People with HIV might be at much lower risk of brain impairment than a recent study suggested, according to two presentations at the 17th annual conference of the British HIV Association (BHIVA) held April 6 to 8 in Bournemouth, England. The results of the two new studies, reported by the website aidsmap, offer hope to people with HIV and demonstrate the need to understand why brain impairment rates have varied so widely in studies.
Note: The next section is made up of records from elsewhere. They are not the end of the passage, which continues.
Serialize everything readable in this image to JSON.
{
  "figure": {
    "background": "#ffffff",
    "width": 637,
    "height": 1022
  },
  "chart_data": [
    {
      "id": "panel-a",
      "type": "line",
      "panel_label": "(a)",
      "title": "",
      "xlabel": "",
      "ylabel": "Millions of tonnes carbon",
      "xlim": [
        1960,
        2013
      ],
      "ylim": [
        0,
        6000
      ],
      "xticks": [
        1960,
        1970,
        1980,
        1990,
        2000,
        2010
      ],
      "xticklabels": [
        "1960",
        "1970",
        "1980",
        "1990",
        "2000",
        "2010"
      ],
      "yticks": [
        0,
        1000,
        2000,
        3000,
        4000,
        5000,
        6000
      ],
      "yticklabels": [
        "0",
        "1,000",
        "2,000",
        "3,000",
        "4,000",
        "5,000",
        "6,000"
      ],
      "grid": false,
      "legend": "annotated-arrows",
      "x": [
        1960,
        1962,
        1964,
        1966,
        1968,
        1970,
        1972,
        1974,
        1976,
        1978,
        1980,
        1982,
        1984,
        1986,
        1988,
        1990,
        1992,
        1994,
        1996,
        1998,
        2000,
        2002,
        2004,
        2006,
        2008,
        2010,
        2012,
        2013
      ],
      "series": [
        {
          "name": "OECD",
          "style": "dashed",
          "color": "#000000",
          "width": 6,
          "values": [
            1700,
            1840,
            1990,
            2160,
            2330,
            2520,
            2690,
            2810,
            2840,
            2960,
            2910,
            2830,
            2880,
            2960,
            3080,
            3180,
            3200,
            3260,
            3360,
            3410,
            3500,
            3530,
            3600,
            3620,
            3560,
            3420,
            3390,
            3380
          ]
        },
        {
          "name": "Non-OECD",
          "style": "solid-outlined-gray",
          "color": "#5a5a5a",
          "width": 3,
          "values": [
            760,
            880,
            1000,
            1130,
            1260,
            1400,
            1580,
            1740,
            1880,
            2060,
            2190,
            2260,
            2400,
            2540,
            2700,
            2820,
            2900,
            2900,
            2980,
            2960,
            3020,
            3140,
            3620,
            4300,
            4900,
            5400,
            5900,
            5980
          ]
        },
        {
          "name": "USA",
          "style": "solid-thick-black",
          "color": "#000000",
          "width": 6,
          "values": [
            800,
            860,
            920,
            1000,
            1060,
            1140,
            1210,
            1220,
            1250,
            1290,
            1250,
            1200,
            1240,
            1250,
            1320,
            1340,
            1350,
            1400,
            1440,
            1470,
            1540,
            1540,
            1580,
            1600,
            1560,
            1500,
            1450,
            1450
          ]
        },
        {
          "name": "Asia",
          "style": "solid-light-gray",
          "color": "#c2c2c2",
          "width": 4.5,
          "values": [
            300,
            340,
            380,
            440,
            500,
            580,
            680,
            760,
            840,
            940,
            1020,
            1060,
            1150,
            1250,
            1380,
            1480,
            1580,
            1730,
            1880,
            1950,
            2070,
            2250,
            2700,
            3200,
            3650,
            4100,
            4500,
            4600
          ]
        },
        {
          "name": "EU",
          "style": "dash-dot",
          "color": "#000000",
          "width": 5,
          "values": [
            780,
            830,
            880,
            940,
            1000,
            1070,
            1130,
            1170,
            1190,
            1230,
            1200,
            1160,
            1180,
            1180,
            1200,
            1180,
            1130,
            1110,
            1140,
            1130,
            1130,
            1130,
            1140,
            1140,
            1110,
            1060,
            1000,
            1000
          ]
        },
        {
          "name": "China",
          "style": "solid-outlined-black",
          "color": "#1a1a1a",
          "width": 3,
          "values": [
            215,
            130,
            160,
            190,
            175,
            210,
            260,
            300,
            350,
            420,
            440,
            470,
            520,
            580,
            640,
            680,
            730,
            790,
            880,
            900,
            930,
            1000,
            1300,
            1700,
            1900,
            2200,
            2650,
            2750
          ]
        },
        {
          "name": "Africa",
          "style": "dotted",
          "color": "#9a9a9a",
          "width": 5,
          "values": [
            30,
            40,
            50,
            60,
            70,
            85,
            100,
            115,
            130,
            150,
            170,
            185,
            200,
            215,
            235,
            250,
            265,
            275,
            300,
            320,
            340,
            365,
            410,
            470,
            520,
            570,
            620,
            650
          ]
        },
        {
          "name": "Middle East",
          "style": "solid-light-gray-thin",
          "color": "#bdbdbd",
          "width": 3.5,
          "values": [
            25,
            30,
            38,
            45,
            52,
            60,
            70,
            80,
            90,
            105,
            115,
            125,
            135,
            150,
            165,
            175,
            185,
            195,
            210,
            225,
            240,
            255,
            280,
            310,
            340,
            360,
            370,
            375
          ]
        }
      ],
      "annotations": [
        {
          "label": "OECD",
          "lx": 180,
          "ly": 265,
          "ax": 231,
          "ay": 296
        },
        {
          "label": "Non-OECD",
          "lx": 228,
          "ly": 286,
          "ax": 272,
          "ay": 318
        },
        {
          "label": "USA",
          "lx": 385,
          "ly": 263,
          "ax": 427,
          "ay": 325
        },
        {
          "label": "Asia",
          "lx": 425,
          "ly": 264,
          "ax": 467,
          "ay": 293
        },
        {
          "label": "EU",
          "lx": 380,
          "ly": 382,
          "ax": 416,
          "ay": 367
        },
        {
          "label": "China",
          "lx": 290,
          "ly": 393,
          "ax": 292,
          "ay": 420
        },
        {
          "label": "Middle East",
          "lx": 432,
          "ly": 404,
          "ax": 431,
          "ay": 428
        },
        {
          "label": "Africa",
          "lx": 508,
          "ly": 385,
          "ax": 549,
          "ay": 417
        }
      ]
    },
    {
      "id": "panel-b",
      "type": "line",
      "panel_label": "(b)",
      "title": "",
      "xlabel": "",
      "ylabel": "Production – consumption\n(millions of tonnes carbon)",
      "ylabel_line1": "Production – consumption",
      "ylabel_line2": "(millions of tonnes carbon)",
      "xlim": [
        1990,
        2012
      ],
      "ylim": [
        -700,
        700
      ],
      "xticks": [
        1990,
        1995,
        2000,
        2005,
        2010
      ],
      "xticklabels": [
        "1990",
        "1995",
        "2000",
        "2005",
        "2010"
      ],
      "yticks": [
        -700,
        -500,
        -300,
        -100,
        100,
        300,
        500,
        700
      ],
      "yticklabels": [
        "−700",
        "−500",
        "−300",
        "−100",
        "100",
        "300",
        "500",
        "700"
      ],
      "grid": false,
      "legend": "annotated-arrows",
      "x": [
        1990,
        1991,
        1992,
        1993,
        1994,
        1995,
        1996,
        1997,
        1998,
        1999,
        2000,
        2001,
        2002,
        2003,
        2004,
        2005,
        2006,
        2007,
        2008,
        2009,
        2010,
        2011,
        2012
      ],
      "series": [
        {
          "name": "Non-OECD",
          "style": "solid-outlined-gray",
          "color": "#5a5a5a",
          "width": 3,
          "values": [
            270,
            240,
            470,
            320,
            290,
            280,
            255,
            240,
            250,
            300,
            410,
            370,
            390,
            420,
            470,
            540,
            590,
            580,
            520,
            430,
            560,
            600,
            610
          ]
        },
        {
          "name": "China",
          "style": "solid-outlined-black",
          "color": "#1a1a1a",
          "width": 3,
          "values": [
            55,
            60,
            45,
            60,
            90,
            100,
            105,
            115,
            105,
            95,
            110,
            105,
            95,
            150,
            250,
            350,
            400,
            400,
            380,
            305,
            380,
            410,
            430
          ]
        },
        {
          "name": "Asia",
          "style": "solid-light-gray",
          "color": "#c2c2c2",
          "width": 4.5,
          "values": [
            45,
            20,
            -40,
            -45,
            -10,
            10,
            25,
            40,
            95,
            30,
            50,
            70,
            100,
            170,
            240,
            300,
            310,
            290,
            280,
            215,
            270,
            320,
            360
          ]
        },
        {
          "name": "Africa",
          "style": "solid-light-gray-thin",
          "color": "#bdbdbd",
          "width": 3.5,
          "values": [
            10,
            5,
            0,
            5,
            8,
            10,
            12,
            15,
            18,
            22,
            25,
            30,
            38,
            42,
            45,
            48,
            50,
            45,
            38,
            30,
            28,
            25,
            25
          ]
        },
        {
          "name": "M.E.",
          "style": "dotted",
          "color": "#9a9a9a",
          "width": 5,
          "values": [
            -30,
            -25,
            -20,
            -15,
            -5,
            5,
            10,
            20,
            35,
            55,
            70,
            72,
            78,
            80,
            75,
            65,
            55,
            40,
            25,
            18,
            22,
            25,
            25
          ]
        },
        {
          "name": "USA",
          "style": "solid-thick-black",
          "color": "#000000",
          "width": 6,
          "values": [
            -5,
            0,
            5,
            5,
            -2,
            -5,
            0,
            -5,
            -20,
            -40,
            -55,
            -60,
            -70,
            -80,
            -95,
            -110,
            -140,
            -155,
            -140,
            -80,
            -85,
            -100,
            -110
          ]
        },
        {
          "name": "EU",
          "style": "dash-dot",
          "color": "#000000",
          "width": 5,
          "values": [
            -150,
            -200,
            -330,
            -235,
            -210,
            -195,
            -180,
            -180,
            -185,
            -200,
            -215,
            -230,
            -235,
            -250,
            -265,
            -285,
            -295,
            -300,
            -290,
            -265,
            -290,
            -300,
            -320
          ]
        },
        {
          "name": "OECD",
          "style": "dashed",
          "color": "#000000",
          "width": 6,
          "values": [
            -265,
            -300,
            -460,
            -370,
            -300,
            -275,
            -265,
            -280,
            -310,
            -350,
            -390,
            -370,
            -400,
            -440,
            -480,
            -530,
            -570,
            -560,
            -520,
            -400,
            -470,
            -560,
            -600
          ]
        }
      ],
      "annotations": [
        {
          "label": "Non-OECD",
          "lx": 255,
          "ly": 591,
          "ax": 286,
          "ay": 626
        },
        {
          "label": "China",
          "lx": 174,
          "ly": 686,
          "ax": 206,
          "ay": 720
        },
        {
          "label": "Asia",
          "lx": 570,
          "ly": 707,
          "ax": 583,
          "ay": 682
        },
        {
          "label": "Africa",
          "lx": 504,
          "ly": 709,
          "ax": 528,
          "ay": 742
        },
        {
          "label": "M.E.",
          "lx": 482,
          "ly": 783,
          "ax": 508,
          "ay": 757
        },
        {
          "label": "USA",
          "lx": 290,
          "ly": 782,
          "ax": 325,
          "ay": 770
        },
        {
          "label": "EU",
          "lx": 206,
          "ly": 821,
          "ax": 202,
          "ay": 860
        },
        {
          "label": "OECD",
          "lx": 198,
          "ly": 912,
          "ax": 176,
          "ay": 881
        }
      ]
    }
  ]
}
A large study of brain impairment in HIV-positive people rocked the research world—and people with HIV alike—when it was first presented two years ago at the Fifth International AIDS Society Conference on HIV Pathogenesis, Treatment and Prevention in Cape Town, South Africa. That data, from the CNS HIV Antiretroviral Therapy Effects Research (CHARTER) study, found that 53 percent of the 1,555 HIV-positive people enrolled in the study had at least mild impairment in brain function. Though the level of impairment was so mild in most people that a specialized series of tests were need to diagnose it, these results nevertheless caused much concern about how HIV would affect the brain as people grew older with the disease.
In contrast to the CHARTER findings, the studies presented at the British HIV conference found that brain impairment was barely more common in people with HIV than in their HIV-negative counterparts.
In the first study, looking at HIV-positive adults, researchers at St Mary’s and Hammersmith Hospitals in west London conducted tests on 101 HIV-positive people being cared for in their HIV clinic who had no previous symptoms of brain problems. They found that 19 percent had at least mild impairment. While that number might seem high, it is far less than the 53 percent found in CHARTER and only a bit higher than the 16 percent found in the general public in England.
In the second study, researchers at the same hospital focused on teens who were born with HIV. They compared cognitive function in 31 HIV-positive teenagers with 14 of their HIV-negative siblings. On two of the tests, which focused on an objective measure of brain impairment, the HIV-positive teens were no more impaired than their HIV-negative brothers and sisters. On only one test was the HIV-positive group more impaired, but that test also puts a great deal of weight on how distressed a person feels about potential memory and thinking problems. Given that depression and anxiety are so much more common in people with HIV, and these disorders can cause thinking and memory problems, the researchers reported that this could largely explain the difference between the two groups.
In all, the researchers conclude that the high percentage of people in the CHARTER study with some level of brain impairment might be due to problems other than HIV, problems that were not present in the two newer studies. CHARTER was much larger than the two St. Mary’s studies, however, and so more research will be needed to better understand what is happening in the brains of people with HIV. In the meantime, the researchers encouraged health care providers to screen for depression and anxiety in people complaining of problems with thinking and memory.